Post-Processing Workflow
After generation, consider these enhancements:
- Temporal Upscaling — Use LTX temporal upscaler for smoother motion
- Spatial Upscaling — Enhance resolution with spatial upscaler models
- Seed Consistency — Lock seeds across shots for unified color grading
- Audio Separation — Toggle audio generation per project needs
Practical Workflow Example
Here’s a complete Cinematic Product Reveal workflow:
Step 1: Concept Development
- Define the mood, lighting, and camera path
- Write a structured prompt using the framework above
Step 2: Model Selection
- Start with 13B-distilled for iteration
- Switch to 13B-dev for final output
Step 3: Generation
- Generate at 1080p @ 25 FPS for quick review
- Refine prompt based on output
- Lock seed when satisfied with lighting
Step 4: Upscale
- Apply spatial upscaler for 4K output
- Run detailer model for fine textures
Step 5: Audio (if needed)
- Use LTX-2’s native audio generation
- Or generate silent and add audio separately
Tips for Consistent Results
Lock Your Seeds When you find lighting you like, lock the seed across multiple shots to maintain visual consistency throughout a sequence.
Reference Film Stocks
Mentioning Kodak 2383, ARRI Alexa, or Fuji Pro 400H guides the model toward specific color science looks.
Specify Technical Camera Settings
Including depth of field (f/2.0), shutter angle (180 degree), and lens type (50mm anamorphic) helps lock in professional aesthetics.
Use Negative Prompts Sparingly LTX-2’s prompt understanding is strong—focus on what you want rather than what you don’t.
Conclusion
LTX-2 represents a significant leap forward for AI video generation.
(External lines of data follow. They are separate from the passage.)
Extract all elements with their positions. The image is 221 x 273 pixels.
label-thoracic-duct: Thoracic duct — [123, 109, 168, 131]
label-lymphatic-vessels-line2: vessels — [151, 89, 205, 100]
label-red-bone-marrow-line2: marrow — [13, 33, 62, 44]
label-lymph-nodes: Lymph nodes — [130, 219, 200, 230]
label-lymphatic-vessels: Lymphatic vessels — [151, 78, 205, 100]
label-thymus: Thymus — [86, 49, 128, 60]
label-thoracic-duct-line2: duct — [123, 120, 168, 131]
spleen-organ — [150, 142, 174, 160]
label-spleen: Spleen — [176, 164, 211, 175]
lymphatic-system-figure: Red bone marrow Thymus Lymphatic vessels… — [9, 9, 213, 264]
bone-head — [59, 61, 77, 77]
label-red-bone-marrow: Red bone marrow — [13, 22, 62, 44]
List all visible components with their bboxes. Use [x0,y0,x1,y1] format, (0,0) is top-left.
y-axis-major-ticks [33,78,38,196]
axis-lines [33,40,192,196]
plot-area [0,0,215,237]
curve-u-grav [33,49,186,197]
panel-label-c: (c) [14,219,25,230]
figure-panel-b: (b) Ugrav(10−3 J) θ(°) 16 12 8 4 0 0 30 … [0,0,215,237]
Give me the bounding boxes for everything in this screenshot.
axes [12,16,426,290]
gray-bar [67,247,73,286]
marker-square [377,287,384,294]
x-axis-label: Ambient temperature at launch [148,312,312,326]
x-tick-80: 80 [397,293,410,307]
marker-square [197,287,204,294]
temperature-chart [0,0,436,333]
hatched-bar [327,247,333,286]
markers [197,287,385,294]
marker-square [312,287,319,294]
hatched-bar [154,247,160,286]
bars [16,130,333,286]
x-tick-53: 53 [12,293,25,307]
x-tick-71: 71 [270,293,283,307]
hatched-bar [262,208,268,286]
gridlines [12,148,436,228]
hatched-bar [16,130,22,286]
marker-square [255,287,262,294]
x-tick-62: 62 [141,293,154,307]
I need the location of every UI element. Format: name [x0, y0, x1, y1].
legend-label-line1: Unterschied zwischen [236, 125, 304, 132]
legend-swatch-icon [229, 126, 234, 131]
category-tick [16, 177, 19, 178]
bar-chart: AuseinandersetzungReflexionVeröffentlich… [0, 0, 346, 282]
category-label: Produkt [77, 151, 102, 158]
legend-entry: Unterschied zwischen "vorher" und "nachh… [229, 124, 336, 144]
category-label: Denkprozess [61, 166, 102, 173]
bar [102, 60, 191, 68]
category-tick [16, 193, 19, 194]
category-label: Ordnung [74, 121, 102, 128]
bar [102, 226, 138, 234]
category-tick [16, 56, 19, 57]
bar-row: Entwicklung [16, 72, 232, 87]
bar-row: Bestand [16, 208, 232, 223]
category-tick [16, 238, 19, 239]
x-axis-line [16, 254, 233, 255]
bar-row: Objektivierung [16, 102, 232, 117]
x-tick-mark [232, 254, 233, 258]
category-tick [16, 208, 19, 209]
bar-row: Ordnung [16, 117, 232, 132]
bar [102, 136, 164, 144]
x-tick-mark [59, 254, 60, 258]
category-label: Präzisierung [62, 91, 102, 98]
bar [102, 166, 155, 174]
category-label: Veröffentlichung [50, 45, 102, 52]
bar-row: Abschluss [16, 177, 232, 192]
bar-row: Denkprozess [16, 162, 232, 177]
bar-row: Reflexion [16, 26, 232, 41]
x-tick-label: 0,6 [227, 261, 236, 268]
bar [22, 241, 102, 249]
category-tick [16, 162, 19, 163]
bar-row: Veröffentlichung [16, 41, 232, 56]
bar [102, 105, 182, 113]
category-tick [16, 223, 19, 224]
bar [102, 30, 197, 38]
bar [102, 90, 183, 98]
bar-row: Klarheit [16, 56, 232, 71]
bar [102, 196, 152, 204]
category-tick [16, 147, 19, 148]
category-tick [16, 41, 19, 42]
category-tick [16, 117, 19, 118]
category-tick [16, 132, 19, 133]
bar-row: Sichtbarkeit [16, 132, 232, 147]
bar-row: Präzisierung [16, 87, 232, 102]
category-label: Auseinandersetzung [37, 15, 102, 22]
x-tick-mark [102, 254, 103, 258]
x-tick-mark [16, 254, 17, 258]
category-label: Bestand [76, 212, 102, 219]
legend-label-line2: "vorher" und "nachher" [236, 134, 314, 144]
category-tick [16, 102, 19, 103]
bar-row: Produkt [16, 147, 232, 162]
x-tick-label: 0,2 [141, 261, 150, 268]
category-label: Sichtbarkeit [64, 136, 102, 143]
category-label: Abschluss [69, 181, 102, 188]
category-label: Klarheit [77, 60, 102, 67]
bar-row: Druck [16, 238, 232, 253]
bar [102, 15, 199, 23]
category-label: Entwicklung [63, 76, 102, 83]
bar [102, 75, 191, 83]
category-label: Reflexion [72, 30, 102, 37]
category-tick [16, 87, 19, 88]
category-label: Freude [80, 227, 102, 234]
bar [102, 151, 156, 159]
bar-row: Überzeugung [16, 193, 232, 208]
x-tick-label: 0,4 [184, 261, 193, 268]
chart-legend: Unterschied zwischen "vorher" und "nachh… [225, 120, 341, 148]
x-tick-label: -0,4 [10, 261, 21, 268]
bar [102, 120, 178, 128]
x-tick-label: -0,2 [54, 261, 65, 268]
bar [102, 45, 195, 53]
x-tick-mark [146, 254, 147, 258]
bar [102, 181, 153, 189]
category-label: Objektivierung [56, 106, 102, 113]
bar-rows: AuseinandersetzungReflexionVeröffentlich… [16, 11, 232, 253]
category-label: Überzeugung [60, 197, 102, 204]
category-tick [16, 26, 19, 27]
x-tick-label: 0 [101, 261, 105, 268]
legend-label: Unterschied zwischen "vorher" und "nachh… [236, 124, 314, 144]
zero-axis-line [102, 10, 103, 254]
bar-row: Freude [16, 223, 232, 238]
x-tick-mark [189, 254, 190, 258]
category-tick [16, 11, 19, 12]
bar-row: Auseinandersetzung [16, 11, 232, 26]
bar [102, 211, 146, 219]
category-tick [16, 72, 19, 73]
With synchronized audio, native 4K output, and deep ComfyUI integration, it enables creators to produce genuinely professional content without the traditional barriers of video production.
The key to cinematic results lies in structured prompting that thinks like a cinematographer. By combining atmospheric description, explicit camera movement, and technical specifications, you can guide the model toward outputs that rival traditional production.
Ready to start generating? The model weights and workflows are available on HuggingFace and GitHub—open source and ready for your next project.